The footage jumped again, close combat this time. Gaius and his warriors clashed with Iron Warriors in brutal, echoing strikes. Chainswords screamed, power fists shattered steel, and the clash of armor on armor shook the air. The Ultramarines pressed forward without pause, unstoppable, burning everything in their path with cold precision.
Then the screen went black.
For a long moment, the only sound in the office was the faint hum of the computer.
Coulson was the first to speak, his voice low. "They're not just soldiers. They're something beyond that. Stronger, faster, more disciplined than Anyone on Earth."
Fury leaned back slowly in his chair, his one eye still fixed on the dark screen. He let out a long breath, rubbing his temple. "Super-soldiers. That's what we're looking at. A whole breed of them. Bigger than Rogers, and there's more than one. A lot more."
The weight of it settled between them. Neither man moved.
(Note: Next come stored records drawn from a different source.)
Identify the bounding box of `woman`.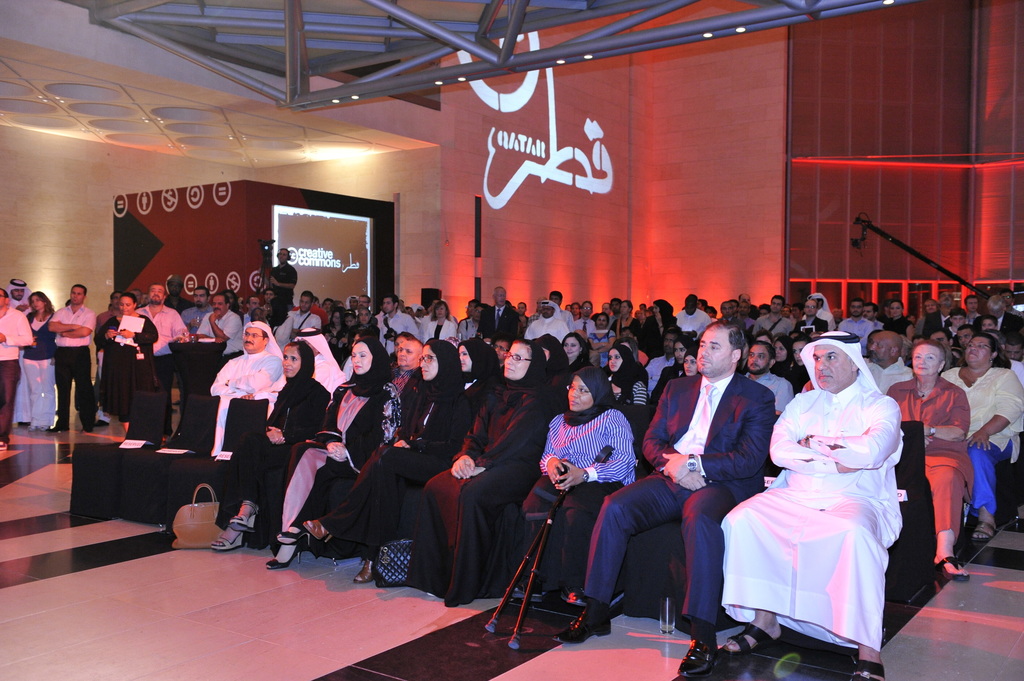
select_region(353, 311, 373, 342).
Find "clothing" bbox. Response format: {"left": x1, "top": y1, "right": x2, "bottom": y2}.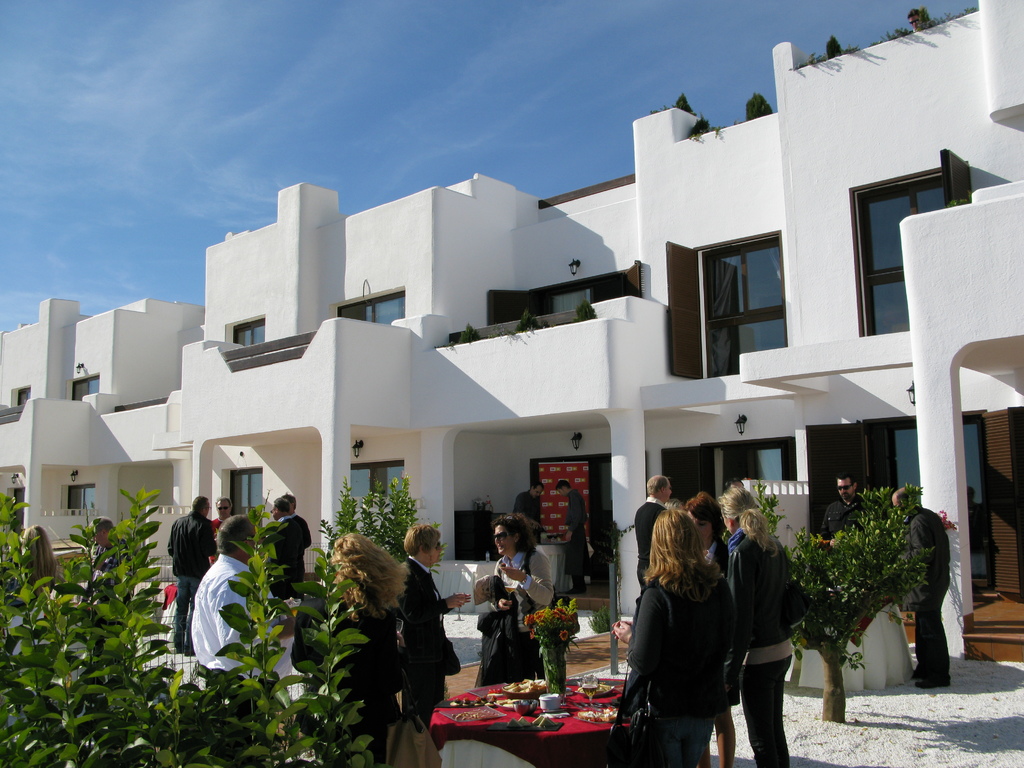
{"left": 561, "top": 488, "right": 589, "bottom": 579}.
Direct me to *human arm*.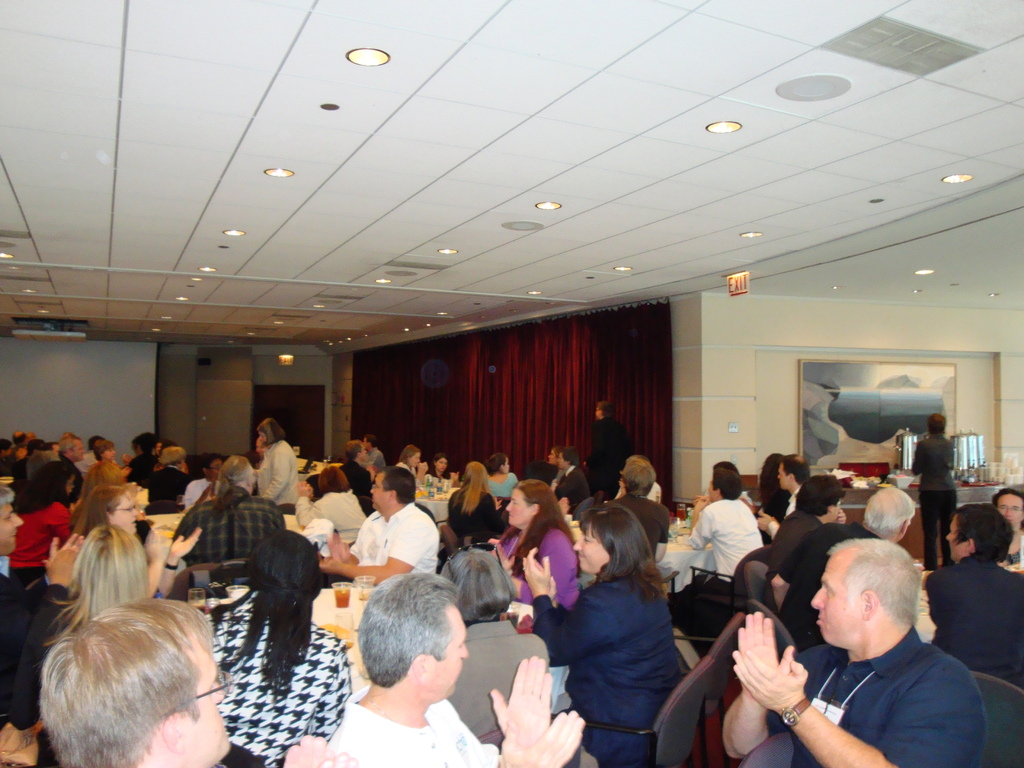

Finally, Fury spoke again, his tone quieter, but no less firm. "If this is humanity's future… then the game has changed. Everything we're building now, it won't be enough. We'll need to be ready for more than we ever imagined."
Coulson nodded once, his face tight. He could still see the image of the Civilians kneeling to Gaius and other Giants in Blue Armor, of civilians being forced into chains.
The USB drive clicked softly as Fury pulled it out and set it on the desk. He stared at it like it was a piece of the future sitting in his hand.
"Gaius isn't just a Super Soldier," Fury said finally. "He's a glimpse of what's coming." He thought this was truly the Future of Humanity, he doesn't know that Gaius was from another Universe.
Neither of them knew how true, or how false, that really was.